Creating psychological safety. Teams need permission to experiment, fail, and learn without punishment. This requires trauma-informed approaches to change management, recognizing that technological disruption can trigger real anxiety and resistance rooted in past workplace experiences.
Leading the shift personally. You can't delegate mindset transformation. Leaders must model the behavior themselves, demonstrating curiosity, adaptability, and vulnerability in their own AI learning journey.
This is exactly the territory I explore in my book, ROR: Return on Relationships. Authentic leadership isn't about having all the answers. It's about creating the conditions where your team feels empowered to discover answers together.
What an AI Mindset Actually Looks Like
So what does this mindset shift look like in practice?
It's the difference between asking AI, "Write me a strategy document" versus "Help me identify blind spots in my current approach."
It's moving from "AI will automate my tasks" to "AI will help me think more strategically about which tasks matter most."
It's understanding that AI doesn't replace the need for human judgment, emotional intelligence, or relational capacity: it amplifies your ability to focus on those uniquely human capabilities.

Mohamed described a pivotal moment in his career when he realized that the technical skills he'd built were less valuable than the ability to adapt, learn, and connect across different organizational contexts. The same is true for your teams navigating AI adoption.
Technical training on AI tools is necessary but insufficient. What people need is support in developing resilient thinking patterns: the ability to stay grounded, curious, and collaborative even when technology disrupts familiar workflows.
This is where workplace trauma support becomes critical. Change, especially technological change, can trigger stress responses rooted in previous experiences of instability, job loss, or professional uncertainty. Leaders who recognize this and create emotionally intelligent implementation strategies see dramatically higher adoption rates.
Building Resilient Teams in an AI-First World
The organizations winning with AI aren't just implementing technology: they're building resilient teams capable of continuous adaptation.
Resilience doesn't mean working harder or pushing through stress. It means developing the relational capacity to weather change together, the psychological flexibility to let go of outdated processes, and the trust to experiment without shame.
This requires intentional leadership development focused on:
Authentic communication about both the opportunities and challenges of AI integration
Collaborative problem-solving that includes diverse perspectives and frontline insights
Ongoing support that recognizes the emotional labor of constant adaptation
Clear vision that connects AI initiatives to meaningful organizational purpose
When teams understand why they're being asked to adopt new ways of working: and when they feel supported in that transition: resistance transforms into engagement.
Your Next Step
If you're reading this and recognizing gaps in your own AI strategy, you're not alone. Most organizations are still figuring this out.

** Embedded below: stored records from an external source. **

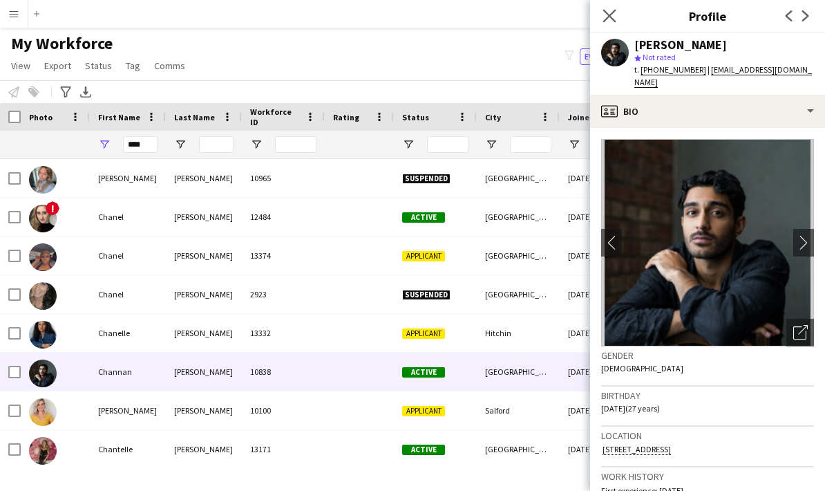 The width and height of the screenshot is (825, 491). Describe the element at coordinates (659, 57) in the screenshot. I see `span: Not rated` at that location.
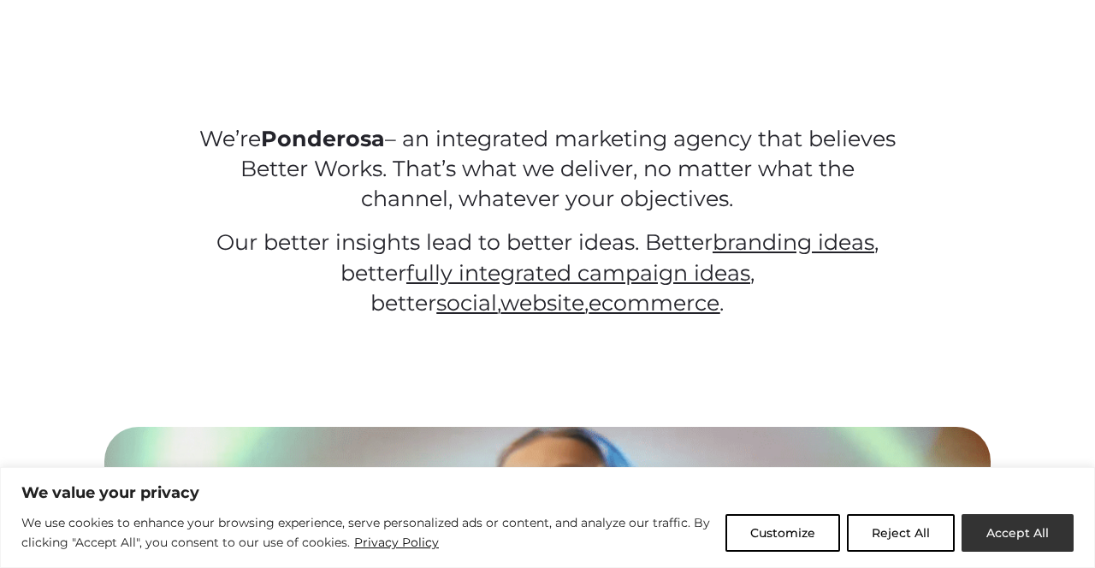 This screenshot has width=1095, height=568. What do you see at coordinates (547, 168) in the screenshot?
I see `p: We’re – an integrated marketing agency that believes Better Works. That’s what we deliver, no mat...` at bounding box center [547, 168].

The good news? You don't have to navigate this alone.
Whether you're leading a corporate team through digital transformation or building startup culture from scratch, the principles of authentic leadership, trauma-informed change management, and resilient team building apply.
Explore how authentic leadership training can transform your approach to AI adoption: not by focusing on the technology, but by focusing on the people who will use it.
Because at the end of the day, your AI strategy doesn't need more tools. It needs more soul. And that soul comes from leaders who prioritize relationships, trust, and human capability as much as they prioritize innovation.